Closed laptop, open notebook with notes, steaming coffee cup, and potted succulent on wooden desk
Creative Writing, Musings, Humor & Everyday Life

How I Write Even When I Have Nothing to Say

There are days when inspiration feels like it moved abroad and forgot to leave a forwarding address.

You sit in front of your laptop.
Blinking cursor.
Blank document.
Brain… buffering.

On those days, writing feels less like a creative pursuit and more like staring into the void while hoping the void types back.

And yet, deadlines exist. Blogs need posting. Work needs finishing. Your future self is depending on present-you to produce something other than sighs.

So what do you do when you have absolutely nothing to say?

You write anyway.


Inspiration is unreliable (but discipline pays rent)

Inspiration is wonderful. Magical, even. When it shows up, words flow, ideas sparkle, and you briefly believe you’re a genius.

But inspiration is also wildly inconsistent.

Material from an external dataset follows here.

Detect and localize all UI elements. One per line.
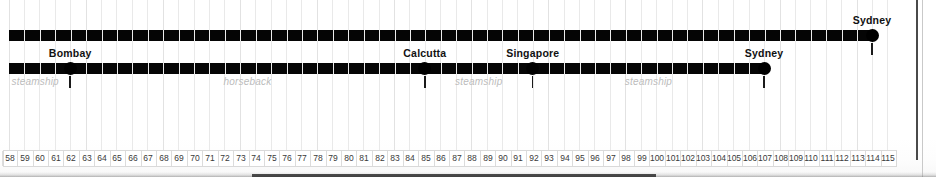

It doesn’t care about your content calendar.
It doesn’t respect your responsibilities.
It definitely doesn’t show up just because you made coffee and lit a scented candle like a productivity ritual.

Discipline, on the other hand, is boring… and dependable.

Discipline is opening the document even when you don’t feel like it.
It’s typing a terrible first sentence just to get the engine running.
It’s staying in the chair long enough for your brain to catch up.

Most of my writing doesn’t start with a lightning bolt.
It starts with resistance.


The myth of “nothing to say”

Here’s the funny part: I rarely have truly nothing to say.

What I usually have is:

  • Too many thoughts tangled together
  • Fear that it won’t sound smart enough
  • Fear that it will sound too honest
  • Fear that nobody will care
  • Or plain old mental exhaustion

“Noth­ing to say” is often just code for “I don’t trust what I’m about to say.”

Once I start typing — even nonsense — something loosens.

A sentence leads to another sentence.
An idea appears halfway through complaining.
Suddenly, there’s a thread to follow.

Writing is less like waiting for inspiration and more like digging a well.
You keep going until water shows up.


My low-energy writing process (glamorous, I know)

When my brain feels like mashed potatoes, I lower the bar dramatically.

I don’t aim for brilliance.
I aim for movement.

Sometimes I:

  • Write bullet points instead of paragraphs
  • Start with a question instead of a statement
  • Describe exactly how uninspired I feel (ironically, this often becomes the opening)
  • Pretend I’m explaining the topic to one friend, not the entire internet
  • Allow myself to write something mediocre on purpose

Once words exist, editing can improve them.

But you can’t edit a blank page.


Writing is thinking on paper

People often imagine writers sitting down with perfectly formed ideas, ready to pour onto the page.

In reality, writing is how we figure out what we think.

Half the time, I don’t know my point until the last paragraph.
The act of writing reveals it.

That’s why waiting for clarity before writing is a trap.

Clarity comes from writing, not before it.


Permission to be imperfect

If you’re waiting to feel inspired before you begin, you may be waiting a very long time.

Start messy.
Start unsure.
Start with “I don’t even know where this is going.”

Your job isn’t to produce perfection on command.
Your job is to show up consistently enough that ideas know where to find you.

And some days, showing up looks like:

Typing three paragraphs.
Deleting two.
Keeping one.
Calling it a win.


What actually happens when you keep going

Something subtle shifts when you write without waiting for motivation.

You stop fearing the blank page.
You build trust with yourself.
You prove that you can produce even on off days.

And ironically, inspiration starts visiting more often — not because you chased it, but because you made space for it.


If you’re staring at your own blinking cursor right now, consider this your nudge:

You don’t need to feel inspired.
You just need to begin.

One awkward sentence.
One honest thought.
One imperfect paragraph.

Momentum will take care of the rest.